Hello! I do teach both.
The 9 week GMAT course will be more than enough for the EA (and is, in some cases, overkill—for example, this course covers geometry, which mostly does not appear on the EA).
There are also, of course, differences in terms of time management and test strategy. If you take the GMAT course, you'll just need to take that into account. We have an article series that explains the major time management strategies for the EA and you'd just want to mentally substitute those when these topics are discussed during the GMAT class.
https://www.beatthegmat.com/mba/2018/01 ... ent-part-1As you noted, the EA course is shorter (10 hours of class time plus two 1-on-1 coaching sessions and spread over 2 to 4 weeks vs 27 hours of class time over 9 weeks for the GMAT class). This isn't so much because there is less to learn—the EA still covers most of what is on the GMAT—but because the score requirements for the EA are more lenient. (The GMAT has become something of an arms race.)
Basically, you need a really good GMAT score but only a good-enough EA score—so while there is still a lot to study for the EA, you don't generally have to go as far with that study as you do for the GMAT.
We do have some students who choose to take the GMAT course even given all of the above because they do want more in-class instruction time and/or want to spread out their studies over a longer period of time. That approach is absolutely fine as long as you are just educating yourself on the differences and adjusting accordingly. (You might also specifically want to seek out a GMAT course taught by one of our EA instructors, so that the teacher can better advise you during the course. I don't know where you're located, so I don't know whether any of our teachers in your market also teach the EA. You can email our student services team to ask:
gmat@manhattanprep.com.)
One more thing: The GMAT program has coaching sessions as an add-on (for a fee). I'm not advising that you spend more money
but if that is not a concern for you, then you might do a GMAT class with an instructor who also teaches EA and also purchase the coaching sessions. You can then use those add-on 1-on-1 sessions to delve more into EA-related topics (time management, IR, etc).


### WHAT IS REQUIRED
Take the lines from the one with "This screenshot has" through the last line of the material below and write them out exactly, without any pictures.

### PROVIDED INFORMATION
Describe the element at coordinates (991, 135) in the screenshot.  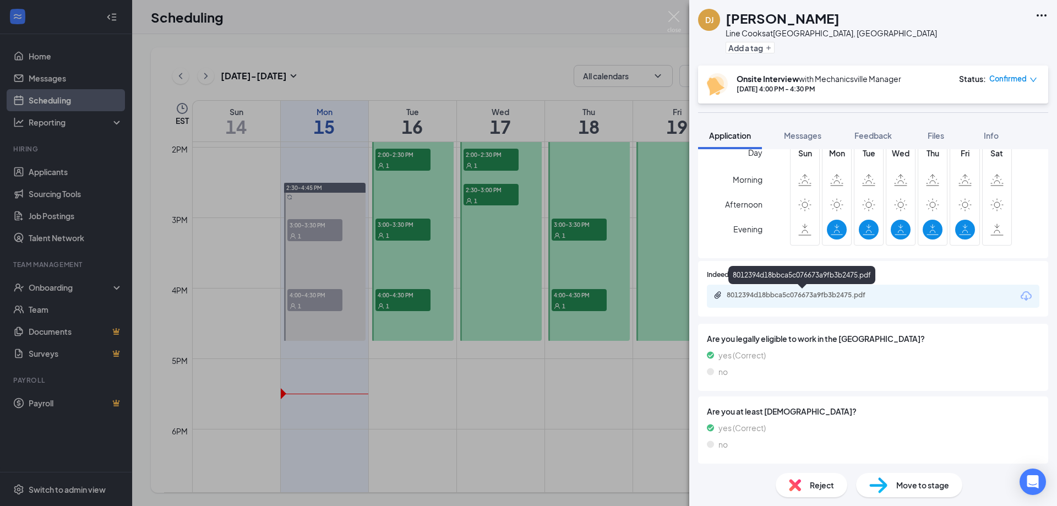
I see `span: Info` at that location.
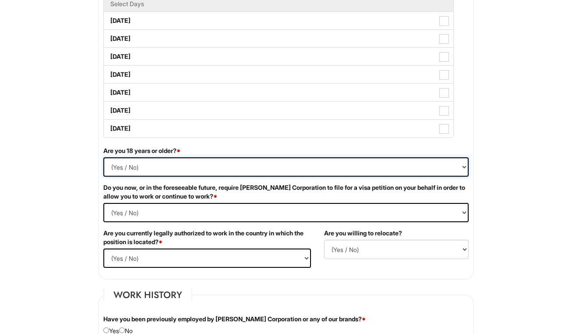  I want to click on h5: Select Days, so click(278, 4).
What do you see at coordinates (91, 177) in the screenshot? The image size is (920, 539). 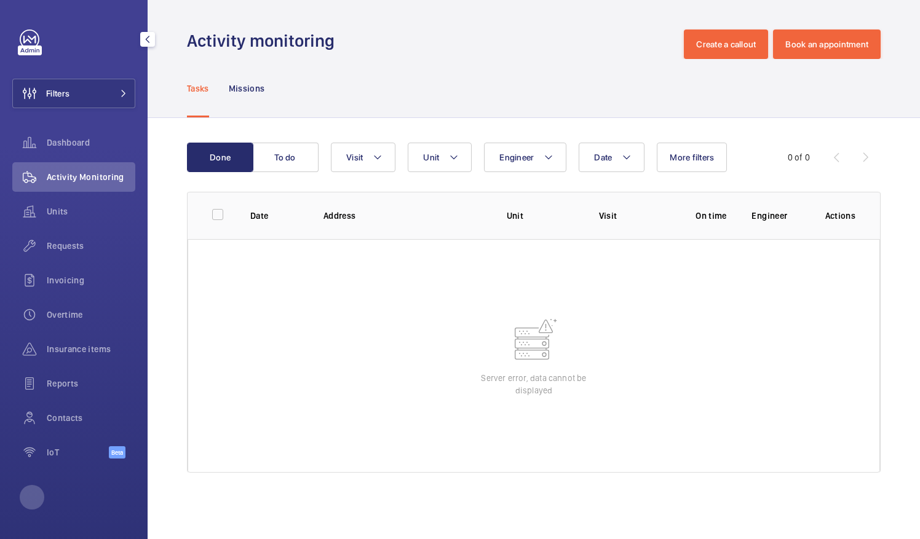 I see `span: Activity Monitoring` at bounding box center [91, 177].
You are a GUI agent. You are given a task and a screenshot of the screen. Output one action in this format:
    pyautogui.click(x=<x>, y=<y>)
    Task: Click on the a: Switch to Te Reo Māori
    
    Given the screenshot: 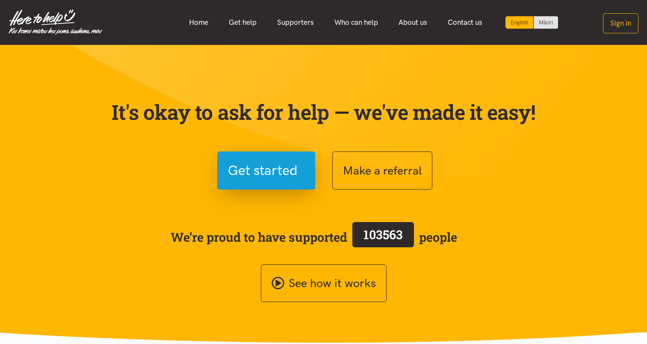 What is the action you would take?
    pyautogui.click(x=546, y=22)
    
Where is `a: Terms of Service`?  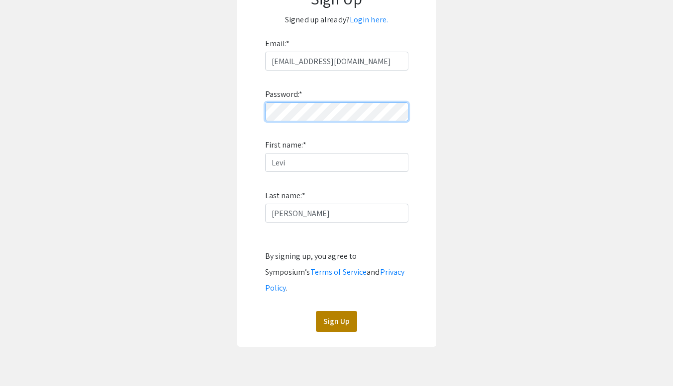
a: Terms of Service is located at coordinates (339, 272).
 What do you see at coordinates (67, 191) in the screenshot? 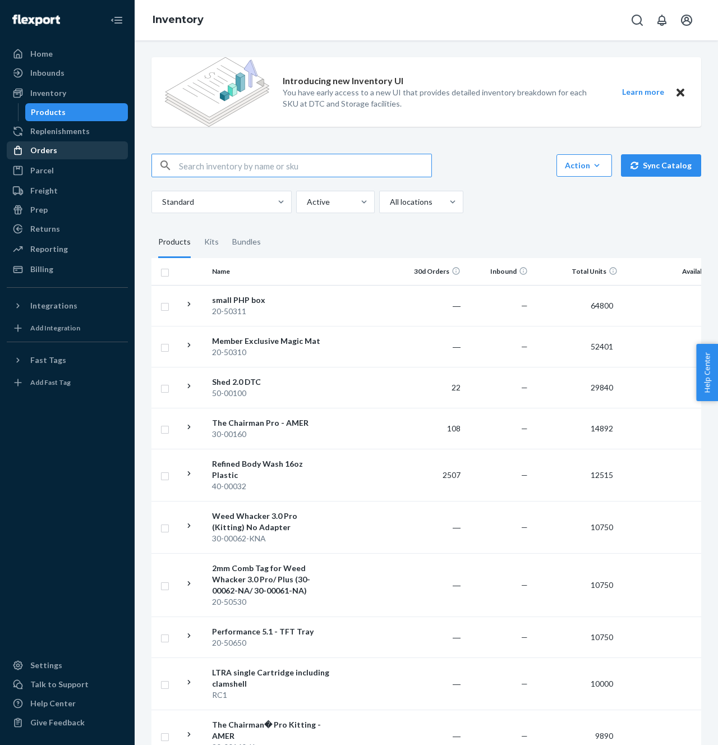
I see `a: Freight` at bounding box center [67, 191].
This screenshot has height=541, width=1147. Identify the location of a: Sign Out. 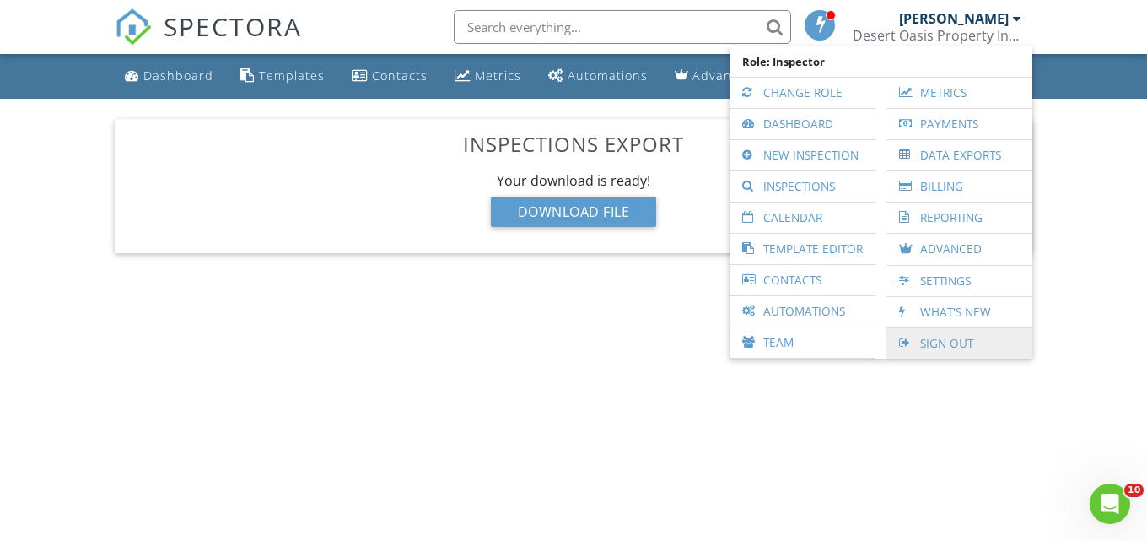
(959, 343).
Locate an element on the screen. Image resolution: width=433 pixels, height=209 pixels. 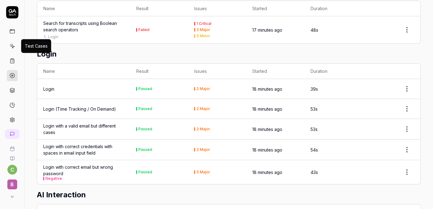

### WRITTEN RESPONSE
This screenshot has height=541, width=1147. Identify the location of a: Sign Out. 
(959, 343).
Locate an element on the screen. Image resolution: width=433 pixels, height=209 pixels. 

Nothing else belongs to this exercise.